I recently reported that the judge in James O’Keefe’s criminal case ordered the destruction of the footage of James O’Keefe’s entry into Senator Mary Landrieu’s offices. O’Keefe has confirmed on Twitter that the Government returned his recording equipment, but deleted the footage from inside Sen. Landrieu’s offices. The AP is now catching up to the story:
Conservative activist-videographer James O’Keefe said video he shot of conversations with staffers of U.S. Sen. Mary Landrieu was deleted when his cell phone was returned after he and three others pleaded guilty to charges in a caper he orchestrated at the Democrat’s New Orleans office.
A spokeswoman for the U.S. attorney’s office said Saturday that U.S. Magistrate Daniel Knowles III ordered the footage removed. O’Keefe made the claim Friday in a posting on his Twitter social networking site.
What the AP overlooks, however, is what the destroyed footage would have revealed.

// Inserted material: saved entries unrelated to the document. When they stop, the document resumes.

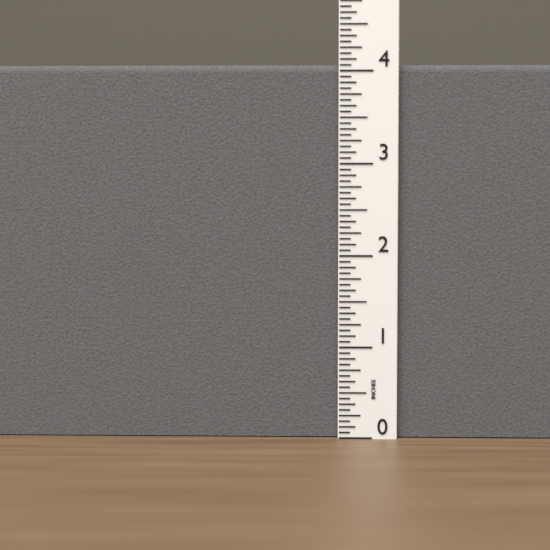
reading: 4.0625 in
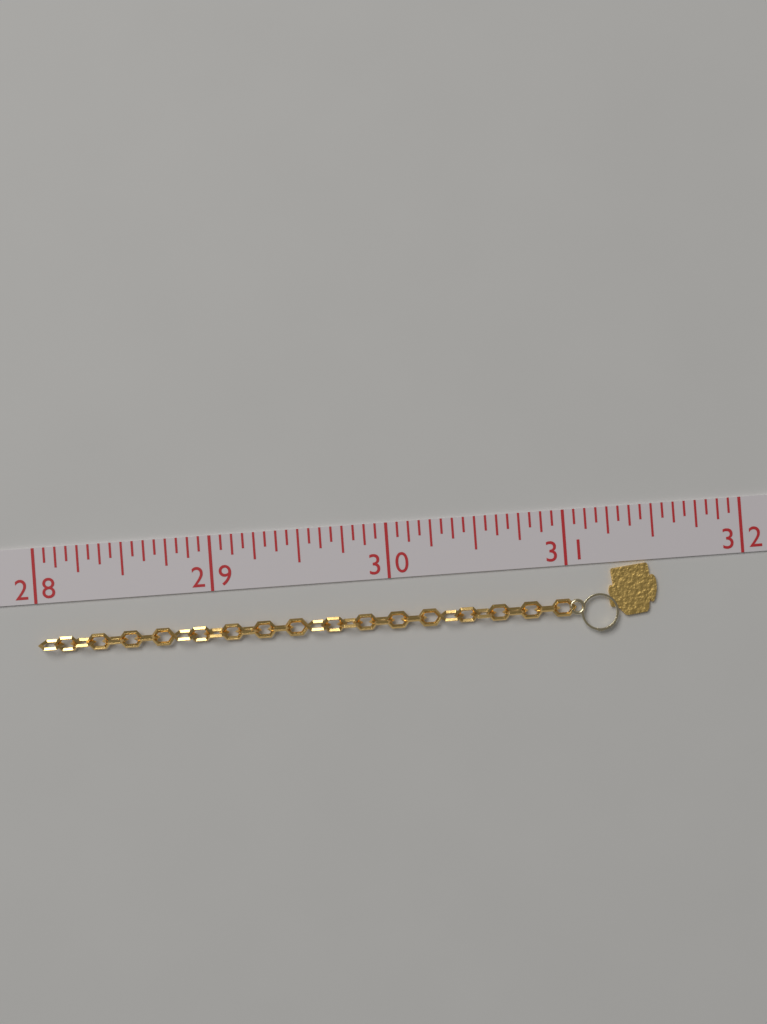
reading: 31.5000 (no unit)
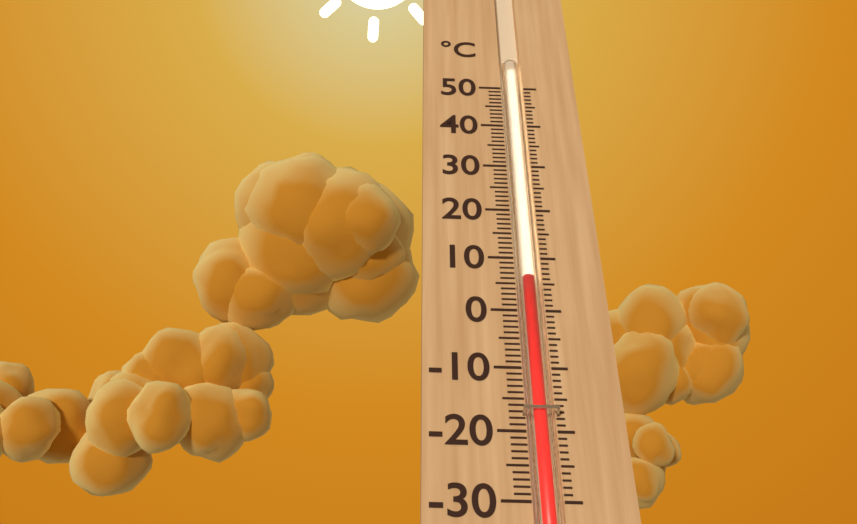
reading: 6 °C
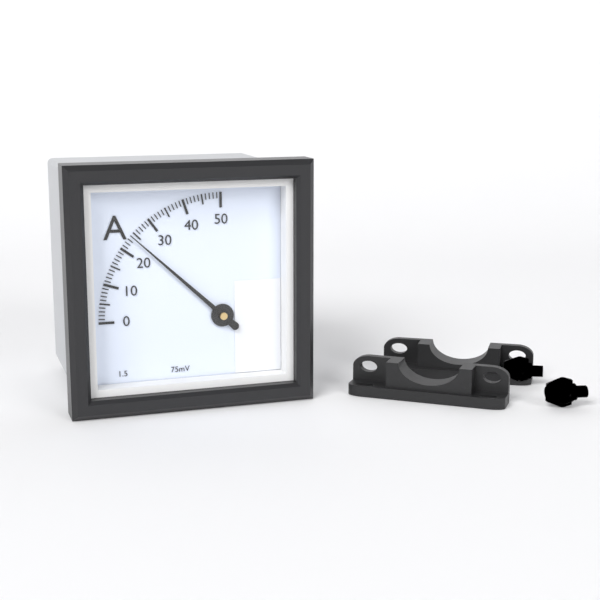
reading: 24 A
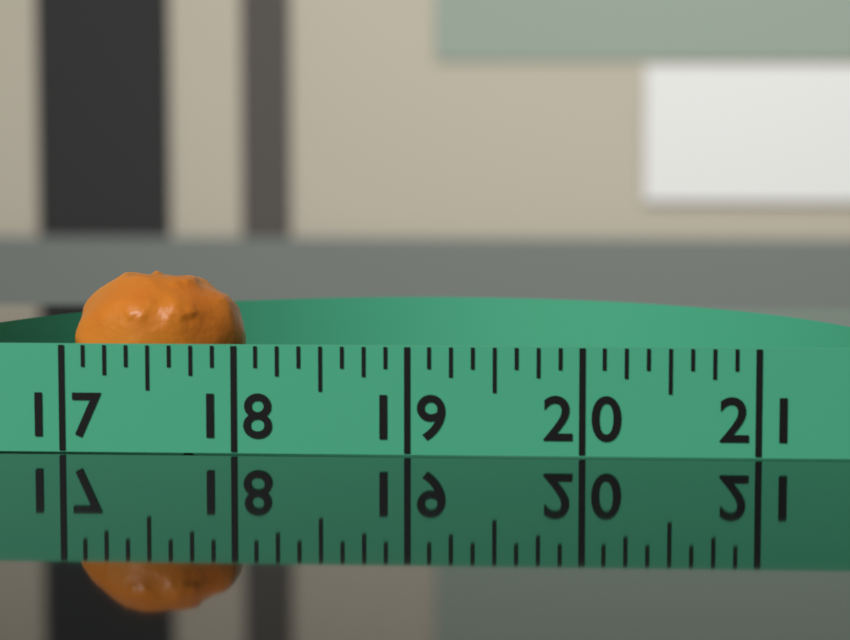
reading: 18.000 (no unit)
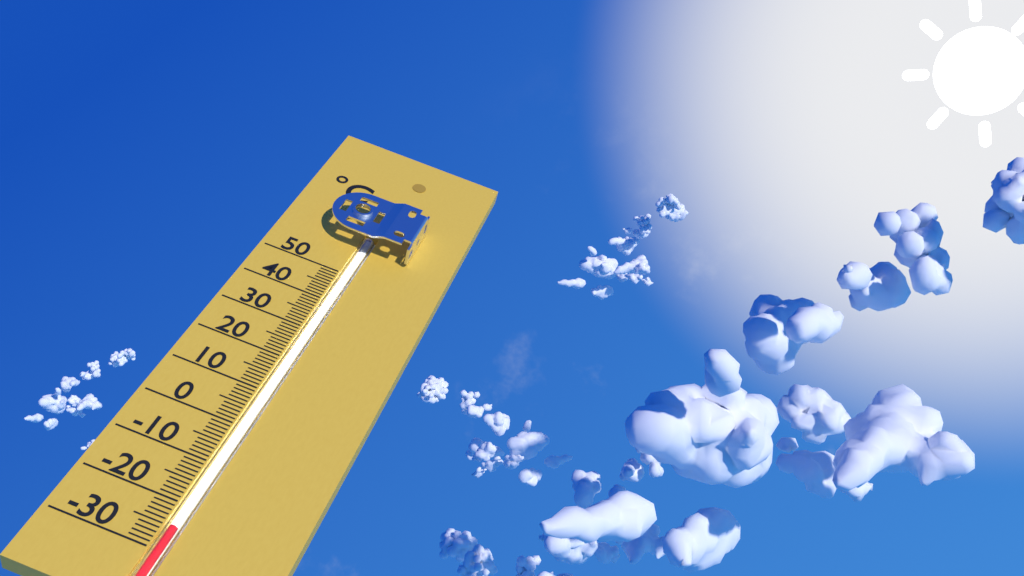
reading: -25 °C
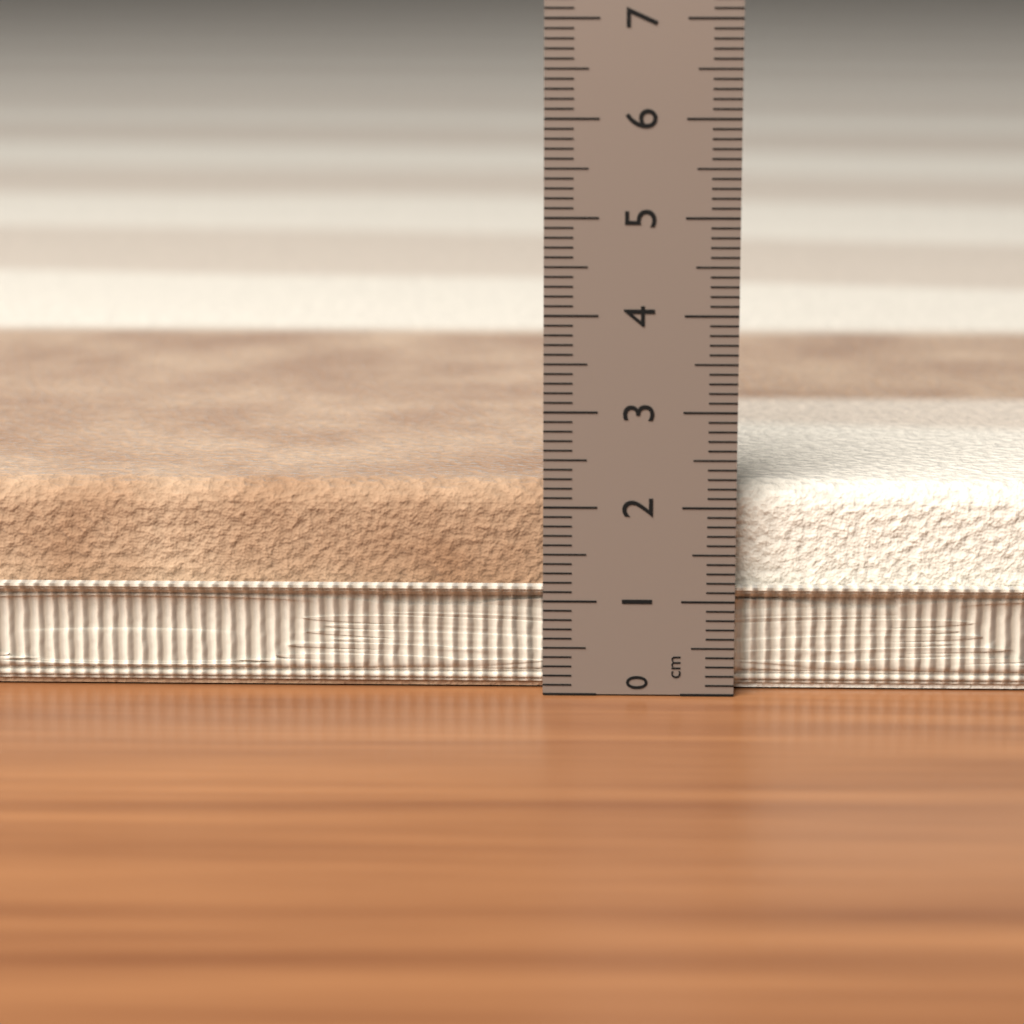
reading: 2.2 cm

I recently published court documents in which the Government admitted that a member of Landrieu’s staff had told O’Keefe’s companions, on tape, that there had been no problem with Senator Landrieu’s phones:
One of Senator Landrieu’s staff members (WITNESS 1) told BASEL and FLANAGAN that she did not report any phone problems and that the office was not experiencing any issues with the phone system.

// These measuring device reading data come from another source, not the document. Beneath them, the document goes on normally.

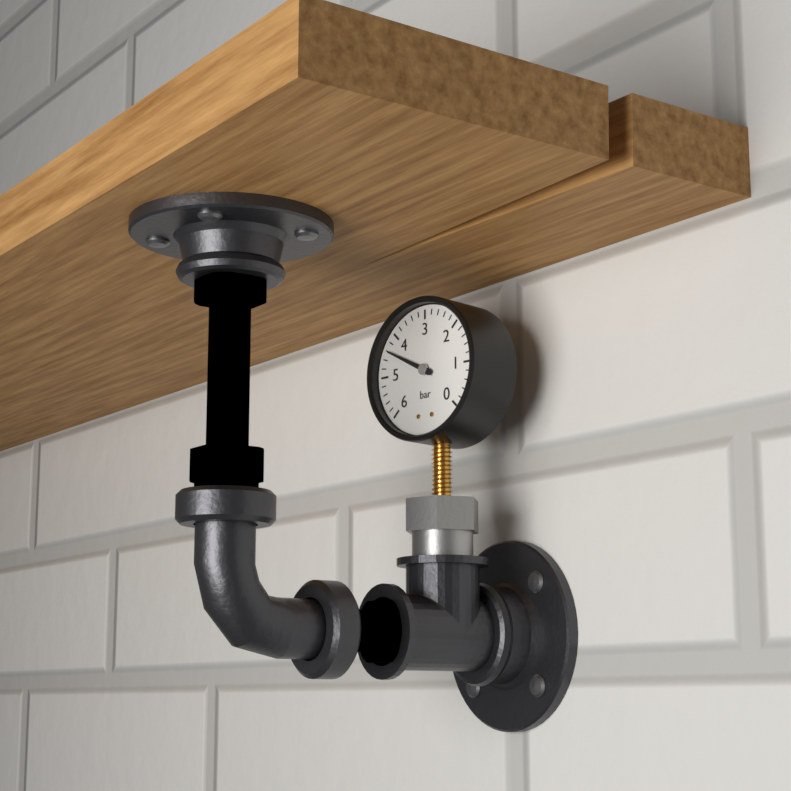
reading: 4.4 bar
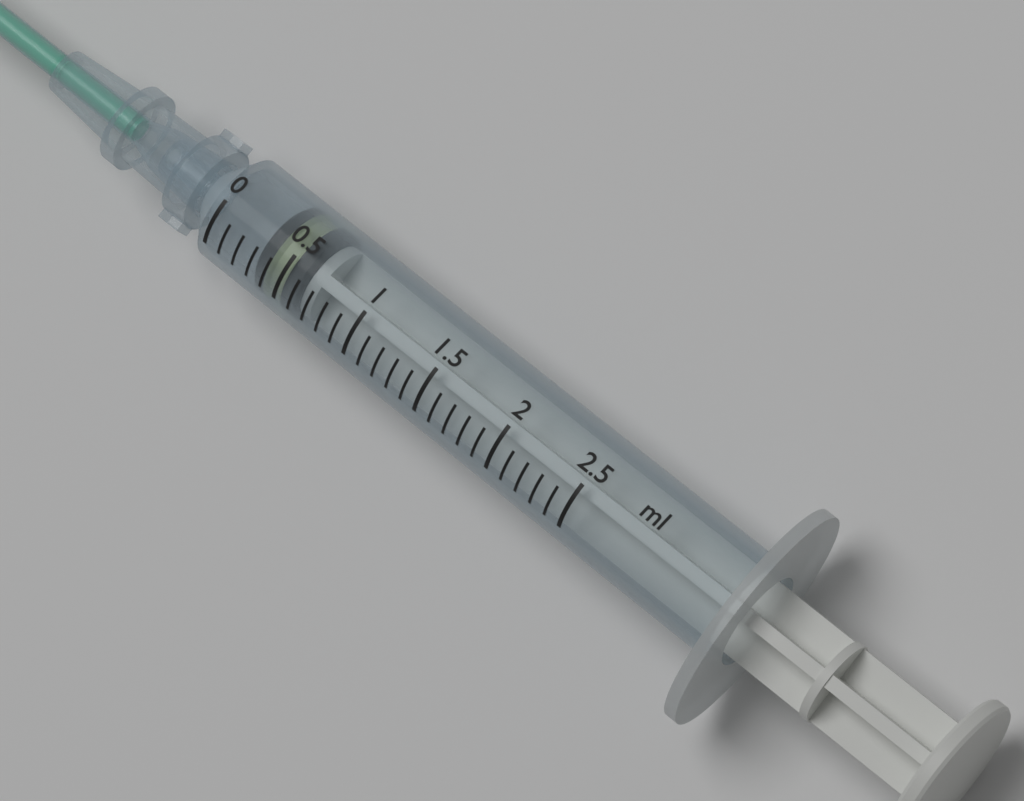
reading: 0.3 ml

I’m interested in the First Amendment implications of a court ordering the destruction of a copyrighted work with possible political relevance — with no apparent statutory authority, plea agreement provision, or national security concern to justify it.
I know of no justification for the destruction of the taped footage. A defendant’s property can be forfeited under certain circumstances — if he commits a felony. O’Keefe pled to a misdemeanor. Surrendering the footage was not part of the plea agreement, which you can read here. Nor is there any national security issue in play; O’Keefe has confirmed to me that he and his companions accessed only the public reception area of Landrieu’s office.
In addition, the footage was potentially exculpatory evidence in O’Keefe’s criminal case, and as such should have been turned over immediately after his arrest. The Government has admitted, in court documents signed by the Government lawyer, that O’Keefe’s intent was “not to actually tamper with the phone system, or to commit any other felony” but rather “to orchestrate a conversation about phone calls to the Senator’s staff and capture the conversation on video.” This means that the tape recording made by O’Keefe was exculpatory evidence, which would have helped him prove the lack of intent that the Government eventually admitted.
The First Amendment would prohibit the judge from returning the footage to O’Keefe, and then ordering him not to publish it. Yet he managed to accomplish the same thing in ordering its destruction.
Now, the public will never learn what was on that footage, including what it revealed about the weakness of the Government’s charges against O’Keefe — and possibly about Sen. Landrieu’s having dissembled about the state of her “jammed” phone lines.
What possible justification is there for destroying such evidence?